#988

Smallest String Starting From Leaf

Medium
StringBacktrackingTreeDepth-First SearchBinary TreeDepth-First SearchBacktracking
LeetCode ↗

Approaches

Brute ForceOptimal
Complexity Comparison
Brute ForceOptimal Solution
Time
O(n²)
O(n)
Space
O(1)
O(n)
💡

Intuition

Time O(n)Space O(n)

We can still use DFS, but we will maintain the path in reverse order and use a stack to build the strings as we backtrack.
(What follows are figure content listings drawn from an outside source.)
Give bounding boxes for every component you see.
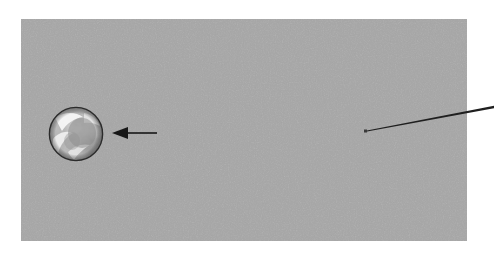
small-point-source [364,130,367,133]
figure-canvas [0,0,495,257]
figure-root: large-sphere small-point-source left-poi… [0,0,495,257]
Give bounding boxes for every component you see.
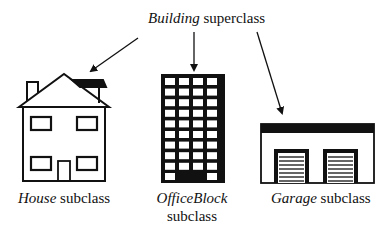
- house-suffix: subclass: [60, 190, 110, 206]
- officeblock-icon: [161, 74, 225, 183]
- garage-name: Garage: [271, 190, 317, 206]
- officeblock-name: OfficeBlock: [157, 190, 228, 206]
- house-icon: [19, 74, 109, 181]
- arrow-to-house: [91, 38, 138, 71]
- officeblock-label: OfficeBlock subclass: [152, 189, 232, 225]
- house-name: House: [18, 190, 56, 206]
- garage-label: Garage subclass: [271, 189, 371, 207]
- garage-suffix: subclass: [321, 190, 371, 206]
- arrow-to-garage: [257, 32, 282, 113]
- garage-icon: [261, 124, 374, 183]
- house-label: House subclass: [18, 189, 110, 207]
- officeblock-suffix: subclass: [167, 208, 217, 224]
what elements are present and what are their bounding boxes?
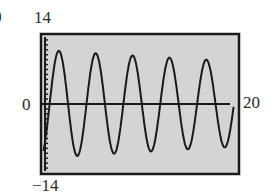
calculator-graph — [0, 0, 265, 194]
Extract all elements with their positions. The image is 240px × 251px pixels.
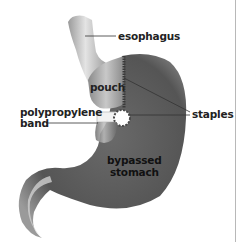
label-staples: staples xyxy=(192,109,233,120)
label-bypassed-line1: bypassed xyxy=(107,155,162,166)
label-pouch: pouch xyxy=(90,82,125,93)
label-bypassed-line2: stomach xyxy=(110,167,159,178)
stomach-diagram: esophagus pouch staples polypropylene ba… xyxy=(0,0,240,251)
label-esophagus: esophagus xyxy=(118,31,180,42)
label-band-line2: band xyxy=(20,118,49,129)
frame-divider xyxy=(235,0,236,242)
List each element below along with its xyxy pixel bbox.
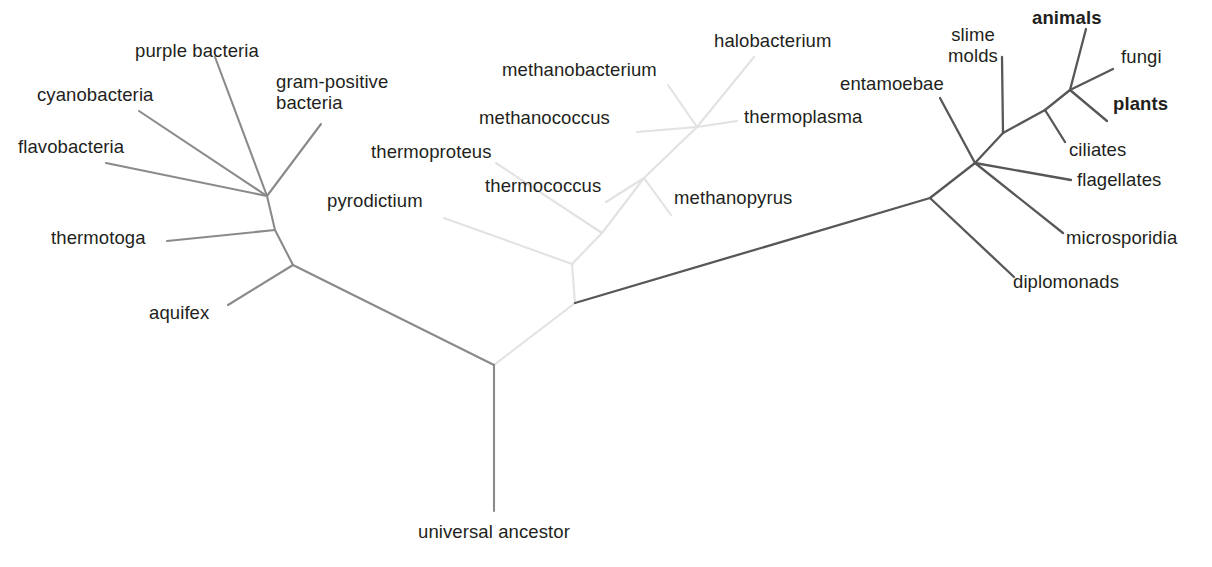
branch-root-to-bacteria_base [293, 265, 494, 365]
branch-archaea_base-to-eukaryota_base [575, 198, 930, 303]
branch-bacteria_base-to-aquifex_tip [228, 265, 293, 305]
branch-crenarchaeota-to-thermoproteus_tip [496, 163, 602, 233]
taxon-label-ciliates: ciliates [1069, 140, 1126, 161]
branch-euk_node2-to-microsporidia_tip [975, 163, 1063, 233]
branch-crenarchaeota-to-euryarchaeota [602, 178, 644, 233]
branch-halo_thermo-to-methanobacterium_tip [668, 85, 697, 127]
archaea-branch-group [444, 57, 754, 365]
taxon-label-halobacterium: halobacterium [714, 31, 832, 52]
branch-euk_node3-to-euk_node4 [1003, 110, 1045, 133]
taxon-label-methanopyrus: methanopyrus [674, 188, 792, 209]
taxon-label-pyrodictium: pyrodictium [327, 191, 423, 212]
taxon-label-plants: plants [1113, 94, 1168, 115]
branch-bacteria_crown-to-gram_positive_tip [267, 124, 321, 196]
branch-archaea_split-to-pyrodictium_tip [444, 218, 572, 264]
taxon-label-thermococcus: thermococcus [485, 176, 601, 197]
taxon-label-flavobacteria: flavobacteria [18, 137, 124, 158]
branch-eukaryota_base-to-diplomonads_tip [930, 198, 1014, 277]
branch-crown_node-to-plants_tip [1070, 90, 1107, 121]
taxon-label-thermoplasma: thermoplasma [744, 107, 862, 128]
taxon-label-methanococcus: methanococcus [479, 108, 610, 129]
branch-euk_node4-to-crown_node [1045, 90, 1070, 110]
branch-bacteria_mid-to-bacteria_crown [267, 196, 275, 230]
branch-bacteria_mid-to-thermotoga_tip [167, 230, 275, 241]
branch-halo_thermo-to-thermoplasma_tip [697, 121, 737, 127]
branch-eukaryota_base-to-euk_node2 [930, 163, 975, 198]
branch-euk_node2-to-flagellates_tip [975, 163, 1071, 180]
taxon-label-purple-bacteria: purple bacteria [135, 41, 259, 62]
branch-euryarchaeota-to-halo_thermo [644, 127, 697, 178]
branch-euk_node3-to-slime_molds_tip [1002, 57, 1003, 133]
taxon-label-fungi: fungi [1121, 47, 1162, 68]
taxon-label-thermoproteus: thermoproteus [371, 142, 492, 163]
taxon-label-methanobacterium: methanobacterium [502, 60, 657, 81]
branch-crown_node-to-animals_tip [1070, 29, 1086, 90]
taxon-label-thermotoga: thermotoga [51, 228, 146, 249]
branch-crown_node-to-fungi_tip [1070, 69, 1113, 90]
branch-euk_node2-to-euk_node3 [975, 133, 1003, 163]
branch-archaea_split-to-crenarchaeota [572, 233, 602, 264]
root-label-universal-ancestor: universal ancestor [344, 522, 644, 543]
phylogenetic-tree-figure: flavobacteriacyanobacteriapurple bacteri… [0, 0, 1212, 567]
branch-bacteria_base-to-bacteria_mid [275, 230, 293, 265]
branch-archaea_base-to-archaea_split [572, 264, 575, 303]
branch-euryarchaeota-to-methanopyrus_tip [644, 178, 671, 215]
branch-euk_node4-to-ciliates_tip [1045, 110, 1065, 142]
taxon-label-flagellates: flagellates [1077, 170, 1161, 191]
taxon-label-gram-positive: gram-positive bacteria [276, 72, 388, 113]
branch-halo_thermo-to-methanococcus_tip [637, 127, 697, 132]
taxon-label-entamoebae: entamoebae [840, 74, 944, 95]
bacteria-branch-group [106, 57, 494, 511]
branch-root-to-archaea_base [494, 303, 575, 365]
taxon-label-animals: animals [1032, 8, 1102, 29]
branch-euk_node2-to-entamoebae_tip [940, 98, 975, 163]
taxon-label-slime-molds: slime molds [903, 25, 1043, 66]
taxon-label-diplomonads: diplomonads [1013, 272, 1119, 293]
taxon-label-microsporidia: microsporidia [1066, 228, 1177, 249]
branch-euryarchaeota-to-thermococcus_tip [606, 178, 644, 202]
taxon-label-cyanobacteria: cyanobacteria [37, 85, 153, 106]
branch-bacteria_crown-to-purple_bacteria_tip [215, 57, 267, 196]
taxon-label-aquifex: aquifex [149, 303, 209, 324]
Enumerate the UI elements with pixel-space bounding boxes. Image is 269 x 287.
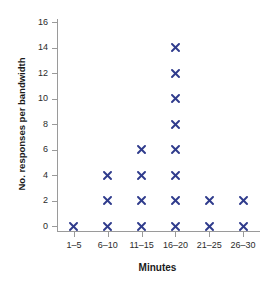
cross-marker [137,222,146,231]
y-axis-line [57,19,58,232]
y-tick-mark [52,175,57,176]
cross-marker [205,196,214,205]
cross-marker [171,171,180,180]
cross-marker [137,145,146,154]
cross-marker [103,171,112,180]
scatter-chart: No. responses per bandwidth 024681012141… [0,0,269,287]
y-tick-mark [52,73,57,74]
cross-marker [137,171,146,180]
cross-marker [103,222,112,231]
y-tick-mark [52,99,57,100]
x-tick-mark [108,232,109,237]
cross-marker [171,43,180,52]
cross-marker [69,222,78,231]
y-tick-label: 8 [26,120,48,129]
y-tick-label: 6 [26,145,48,154]
cross-marker [171,94,180,103]
x-tick-mark [142,232,143,237]
x-axis-title: Minutes [55,262,260,273]
x-tick-mark [209,232,210,237]
y-tick-mark [52,22,57,23]
cross-marker [239,222,248,231]
y-tick-mark [52,150,57,151]
cross-marker [205,222,214,231]
x-tick-mark [243,232,244,237]
y-tick-mark [52,124,57,125]
y-tick-label: 12 [26,69,48,78]
cross-marker [171,222,180,231]
y-tick-mark [52,201,57,202]
y-tick-label: 2 [26,196,48,205]
cross-marker [171,196,180,205]
cross-marker [171,145,180,154]
x-axis-line [57,231,260,232]
x-tick-mark [74,232,75,237]
y-tick-label: 4 [26,171,48,180]
cross-marker [171,120,180,129]
x-tick-label: 26–30 [221,241,265,250]
cross-marker [171,69,180,78]
cross-marker [137,196,146,205]
y-tick-label: 16 [26,18,48,27]
x-tick-mark [175,232,176,237]
y-tick-label: 10 [26,94,48,103]
y-tick-label: 0 [26,222,48,231]
y-tick-label: 14 [26,43,48,52]
y-tick-mark [52,226,57,227]
cross-marker [103,196,112,205]
cross-marker [239,196,248,205]
y-axis-title-text: No. responses per bandwidth [16,57,27,190]
y-tick-mark [52,48,57,49]
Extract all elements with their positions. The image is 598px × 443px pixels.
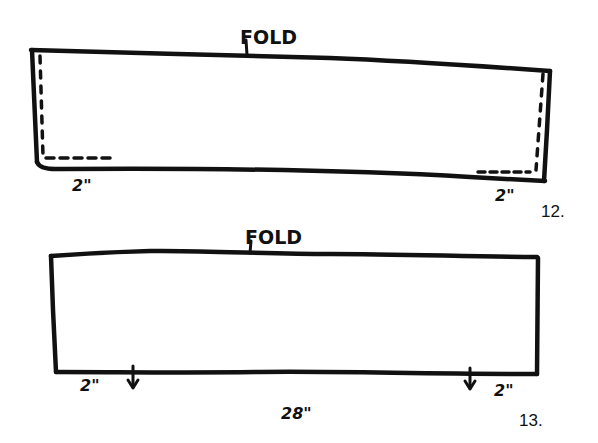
figure-13-rectangle (51, 241, 538, 374)
figure-12-rectangle (31, 40, 550, 181)
figure-13-arrows (128, 366, 475, 389)
figure-12-right-dimension: 2" (495, 188, 514, 204)
figure-13-right-dimension: 2" (494, 383, 513, 399)
figure-13-left-dimension: 2" (80, 378, 99, 394)
figure-12-left-dimension: 2" (72, 178, 91, 194)
figure-13-fold-label: FOLD (245, 228, 302, 247)
sewing-instruction-diagram: FOLD 2" 2" 12. FOLD 2" 2" 28" 13. (0, 0, 598, 443)
figure-13-number: 13. (519, 412, 543, 429)
figure-12-fold-label: FOLD (240, 28, 297, 47)
figure-12-seam-lines (40, 56, 543, 172)
figure-12-number: 12. (541, 203, 565, 220)
figure-13-width-dimension: 28" (281, 406, 312, 422)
This way, we can directly compare strings without needing to construct them multiple times.

⚙️

Algorithm

3 steps
  1. 1Step 1: Use a stack to perform a depth-first search (DFS) on the tree.
  2. 2Step 2: Maintain a string that builds up as we traverse down the tree.
  3. 3Step 3: When a leaf is reached, compare the current string with the smallest string found so far and update if necessary.
solution.py20 lines
1class TreeNode:
2    def __init__(self, val=0, left=None, right=None):
3        self.val = val
4        self.left = left
5        self.right = right
6
7class Solution:
8    def smallestFromLeaf(self, root: TreeNode) -> str:
9        self.min_string = None
10        def dfs(node, path):
11            if not node:
12                return
13            path = chr(node.val + 97) + path
14            if not node.left and not node.right:
15                if self.min_string is None or path < self.min_string:
16                    self.min_string = path
17            dfs(node.left, path)
18            dfs(node.right, path)
19        dfs(root, '')
20        return self.min_string

Complexity note: The time complexity is O(n) because we visit each node once, and the space complexity is O(n) due to the recursion stack.

  • 1The lexicographical order is crucial; always compare strings at leaf nodes.
  • 2Using DFS allows us to explore all paths efficiently.

Solutions and explanations are original Tejav content. Problem titles © LeetCode — use the LeetCode button above for the full problem statement.